Chapter 5: The Symbiosis of Individual and Society: an Anthropological Observation Regarding Tianguis in Mexico City

Li Yin

*Li Yin is currently a PhD candidate in Anthropology at Tsinghua University, Beijing. She is also a member of the Institute for International and Area Studies, Tsinghua University. From 2016 to 2018, she was a visiting researcher at Colegio de Mexico. Her research focuses on Mexican society, and her general interests include cultural economics, informality, social capital, and public space.

Summary

When one visits today’s Mexico City, its most striking landscape is composed of open-air markets along its streets. In the local language, the open-air market is called tianguis, which is derived from the Nahua word tiantiztli (also spelled as tianquiztli, meaning “market”), and its history can be traced back to pre-Columbian period. With the emergence of the nation-state and the establishment and development of the capitalist system, the tianguis, deeply rooted in traditional Mexican culture, has been defined in official discourse as a relatively backward economic model that needs to be improved due to its informality. The economic life that the tianguis bring to urban residents has also suffered from rejection or neglect in the process of capitalist modernisation, but it continues to exist based on the cultural system. This article contends that the study of the tianguis in Mexico City may begin in the field of economics, but ought to end in a discussion of Mexican social realities and cultural roots.

While observing a tianguis in Mexico City, the author found a contradictory reality: though vendors’ ownership of property inside the market was unclear, the market has not fallen into disorder. Instead it operated with a high degree of organisation. Through participatory observation and an ethnographic depiction of one day in the life of a vegetable vendor and his family in a tianguis, this article finds out that the existence of tianguis as endogenous economies provides an important basis for understanding their rational operation in the absence of clear property rights systems.

First of all, tianguis, filled with fragrance, colour, and laughter, have created social communities. The economic practices conducted in the markets, based on relationship networks and a shared cultural system, interact and entangle with social and cultural capital to serve people’s daily needs. Thus, tianguis provide a cultural environment that is difficult for modern marts, far from civic life, to replace. As the market participants and practitioners have not considered the economic or rational purposes as the priority from the start, nor the pursuit of the protection or privatisation of the property as the priority, the logic of such action implies that individuals belongs to group and group serves for individuals. All members of the market create a small society where solidarity, mutuality and symbiosis are shared through their daily economic, social and cultural practices.

Secondly, the organisational model of tianguis is fair and transparent to each individual involved. Everyone engaged in a tianguis is expected to obey the rules of the organisation, to respect each other’s roles and identities, and to bear their own obligations and responsibilities. With their collective powers and relationships, as well as through the shared rights and responsibilities of their participants, tianguis are able to successfully manage malicious external interference and avoid potential internal conflicts. As a result, the market economies of tianguis maintain a long-lasting balance in the dynamic practice of “giving” and “accepting”. In fact, tianguis have already exceeded their economic functions; the cultural order of symbiosis implied in their markets leads us to rethink the deep relationship between the public and the private, society and individual.

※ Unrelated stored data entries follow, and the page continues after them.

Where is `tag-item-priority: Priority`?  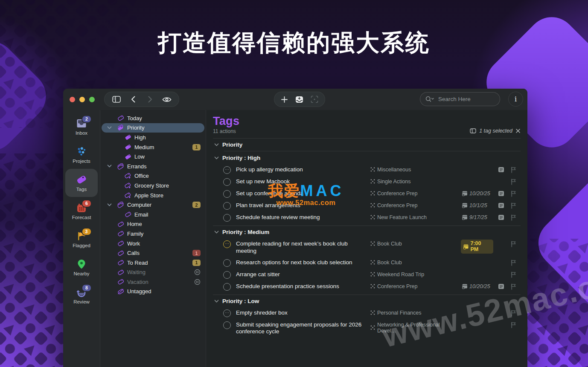 tag-item-priority: Priority is located at coordinates (153, 128).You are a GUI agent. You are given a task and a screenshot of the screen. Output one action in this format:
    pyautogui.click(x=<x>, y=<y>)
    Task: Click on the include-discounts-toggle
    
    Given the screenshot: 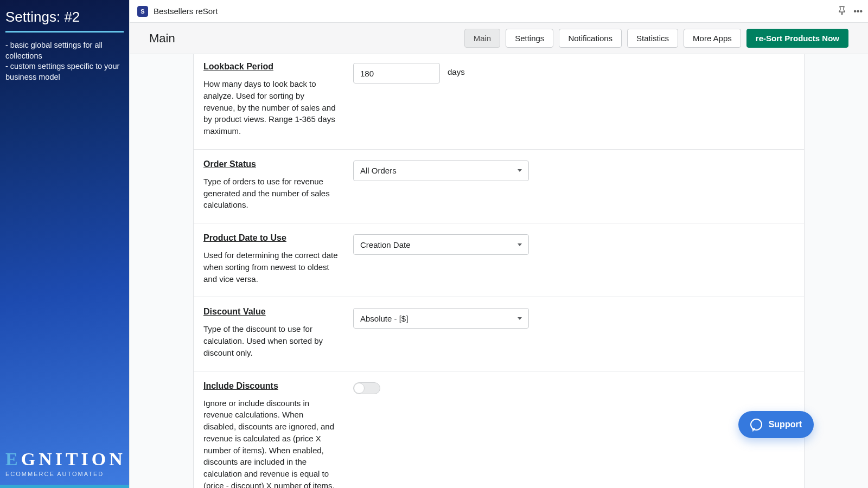 What is the action you would take?
    pyautogui.click(x=367, y=388)
    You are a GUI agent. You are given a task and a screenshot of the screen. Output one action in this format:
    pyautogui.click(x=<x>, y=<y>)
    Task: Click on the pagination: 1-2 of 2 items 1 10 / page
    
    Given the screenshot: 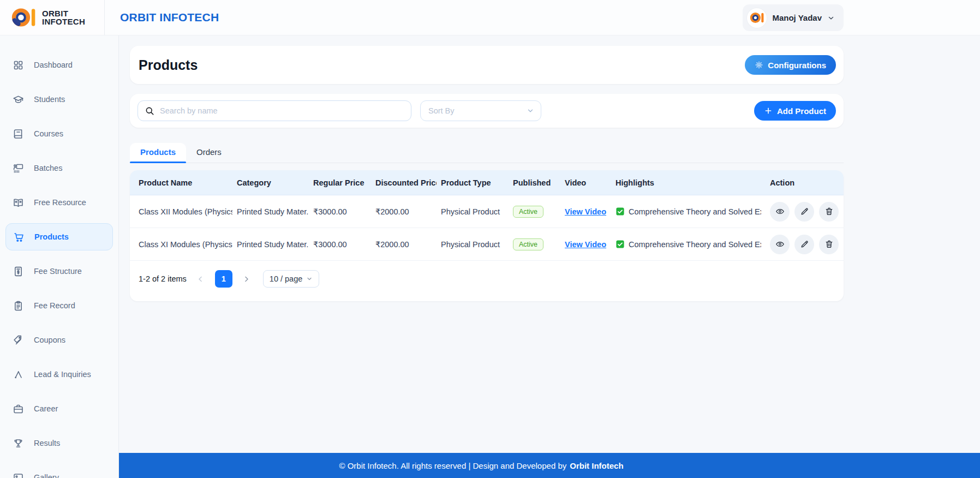 What is the action you would take?
    pyautogui.click(x=487, y=280)
    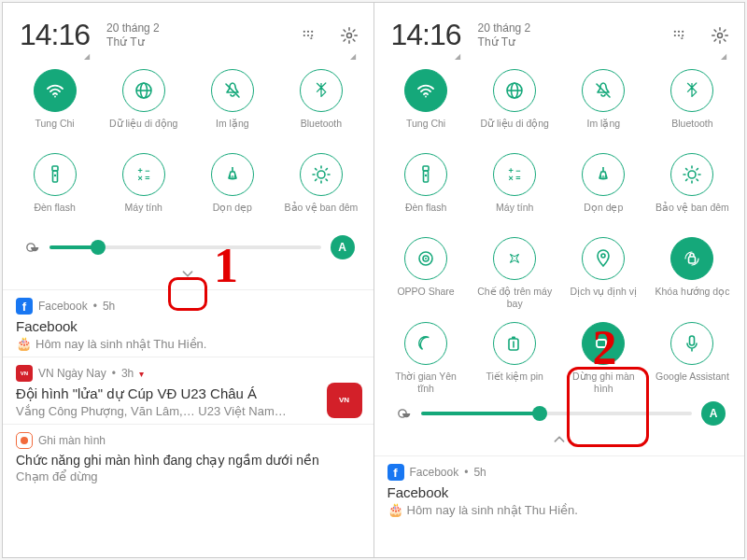  Describe the element at coordinates (189, 456) in the screenshot. I see `notification-screen-recording: Ghi màn hình Chức năng ghi màn hình đang…` at that location. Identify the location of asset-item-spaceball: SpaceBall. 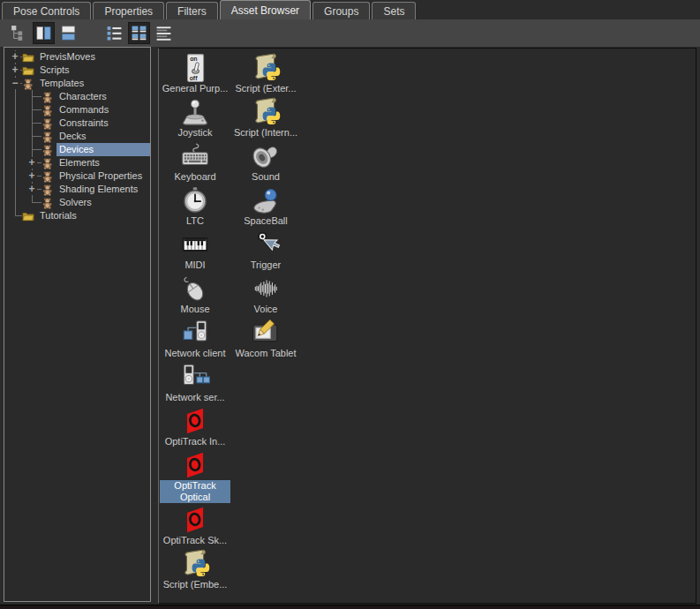
(266, 206).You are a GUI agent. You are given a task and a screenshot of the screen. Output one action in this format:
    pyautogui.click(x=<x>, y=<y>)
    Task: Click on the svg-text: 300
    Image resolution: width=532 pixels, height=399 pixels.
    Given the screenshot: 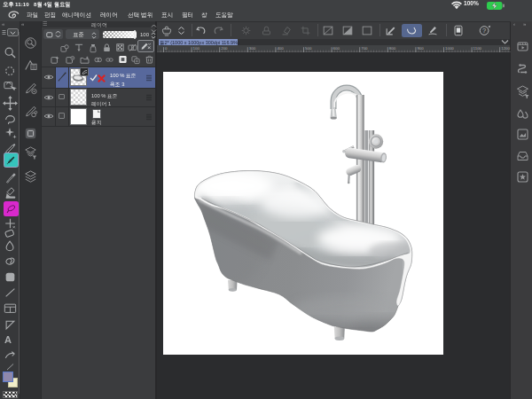 What is the action you would take?
    pyautogui.click(x=253, y=48)
    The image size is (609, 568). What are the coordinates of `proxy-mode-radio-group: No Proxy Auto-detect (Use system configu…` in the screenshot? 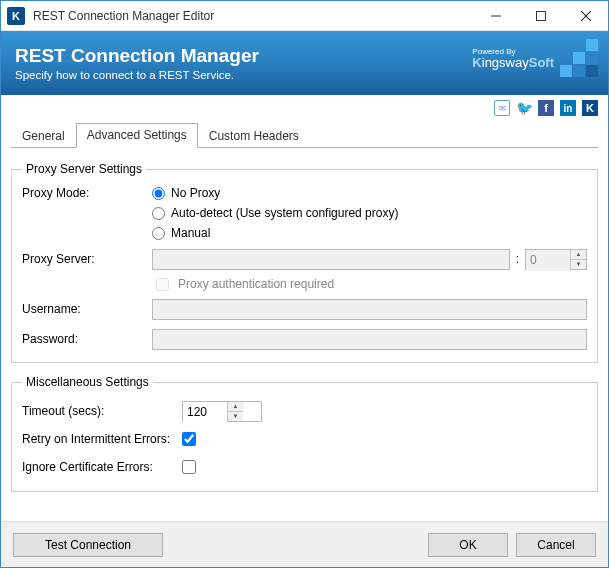 It's located at (275, 212).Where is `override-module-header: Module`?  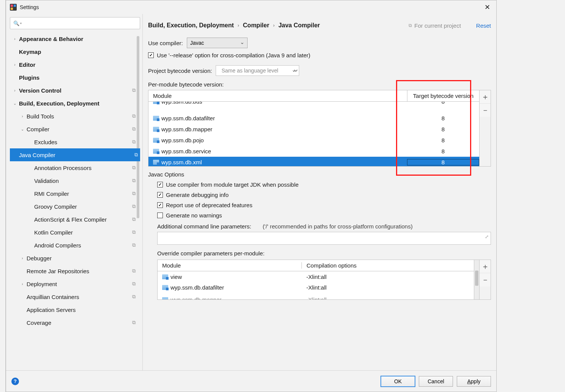
override-module-header: Module is located at coordinates (230, 266).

Last but not least, the concept of “composite property rights” may be applied to the phenomenon of unclear property rights in tianguis, as vendors do not emphasize the rights they have as individuals, but pay more attention to their responsibilities and obligations as members of the collective. They transfer their rights to agents or representatives and respect and obey the contracts reached by their communities, thus contributing to a bottom-up dynamic to realize collective autonomy and relationship reciprocity. When one considers himself or herself as a member of the collective, the boundaries between each other will be less clear. The tragedy of the commons does not occur. The distinction and division between public domain and private domain, emphasized by modern urban civilization, loses their attractiveness inside these open-air markets. A cultural logic of “symbiosis” is being practiced at many unremarkable corners revealing the most authentic look of a society.

To sum up, open-air markets in Mexico City should be understood as complex markets in which life needs, general exchanges, capital, power, relationships, values, and ethics are intertwined. The shared identity of market participants (vendors) is reflected in the fact that the market is a public space for social interaction as well as a private space for daily life. The logic behind the overlap of public and private domains is based on the indivisibility and reciprocity of the culture community. The lack of clarity regarding the ownership of property rights and other rights in the market results from the practice of empowerment, demonstrating the dynamic integration and symbiotic order of individual and society. Therefore, the tianguis model has neither been nationalized and transformed into public property benefiting a few political interest groups, nor been privatized and turned into an enterprise or organisation monopolized by capitalists.Instead, it has always been active as an endogenous economy developed from the inside out in the city’s streets, embodying the concept of “symbiosis” based on the autonomy and reciprocity of the cultural community, and also gives us an alternative to the so-called fair, free, and transparent capitalist market economy.